What we think is Sampras still cares – about his place in tennis history and how people view him and Federer. If he had to choose one player as the greatest of all time, Sampras said, he’d vote for Federer. But someone might want to follow him to the ballot box to make sure.

Sampras pointed out that Federer’s record against Rafael Nadal is 7-14 (it’s actually 7-13). Or Rod Laver – had he been eligible to play Grand Slams during a six-year period in the 1960s when pros were barred from those events – “might have won 25.”

Twenty-five, a figure that would dwarf Federer’s total, even if Federer adds another five. (Sampras has qualified the observation as one that Federer’s “critics” make. You know, for the record.)

After Federer won his semifinal match at Wimbledon, Sampras decided he should be there for the potential record-breaking moment. So he hopped on a redeye, changed clothes at the airport and, once he’d arrived at the All England Lawn Tennis and Croquet Club, found himself in a special box at center court.

From that view, he watched the epic match between Federer and Roddick, but differently than anybody else.

“Part of me, during the match, was thinking, ‘What am I going to do against this kid, Roger, in my prime?” Sampras recalled. “… Just the matchup, what it’d feel like.”

In his mind’s eye, Sampras was blistering 120 mph serves and rushing the net. Or, he was waiting on Federer’s serves and ready to pounce. No doubt he could feel the adrenaline, exhilaration and exhaustion largely missing from his life of retirement.

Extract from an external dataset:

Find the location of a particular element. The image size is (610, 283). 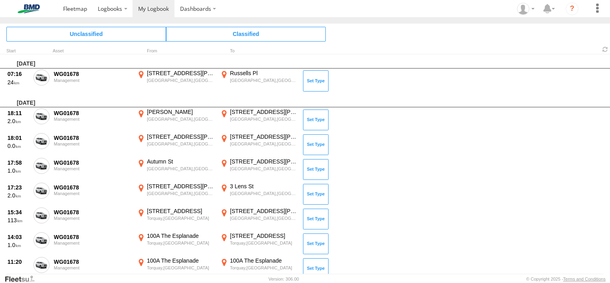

For those who wonder if Sampras might come out of retirement in hopes of winning another Grand Slam, there’s not enough Bengay on the store shelf.

“The tricky part for me now is that the way I play, the way I serve and volley, it’s hard on my body,” he said. “It takes a lot of strain on the back and the hips and I’m feeling like this year has been a year where I’m not quite as explosive. …

“I can’t pick up my racket and try to win another major. My days are over. So I’m content with the 14 I have. I’m amazed at what Roger has been able to do here. It’s incredible.”

But incredible enough to have vanquished Sampras in his prime? Tennis fans aren’t the only ones wondering.

On Monday, Sampras noted that most of today’s players, unlike so many he faced, are content to sit back on the baseline. Federer would have no luxury against Sampras.

“I just feel like I would bring in all the gas, bring in all the power that I had, try to mix it up, go to his backhand, just try to figure it out,” he said. “Put pressure on him. You’ve just got to put pressure on him.”

For an instant, Sampras no longer sounded like a retired 37-year-old, but rather a decade younger – Federer’s age, actually – and unleashing those 120 mph serves, rushing in for crisp volleys and, in preparation for Grand Slam finals, plotting the match down to the last shot.

But the reverie ended.

“Last question,” the moderator said.

No one bothered to ask the obvious: What’s next for Pete Sampras?

Off the court, he’s still trying to find his way.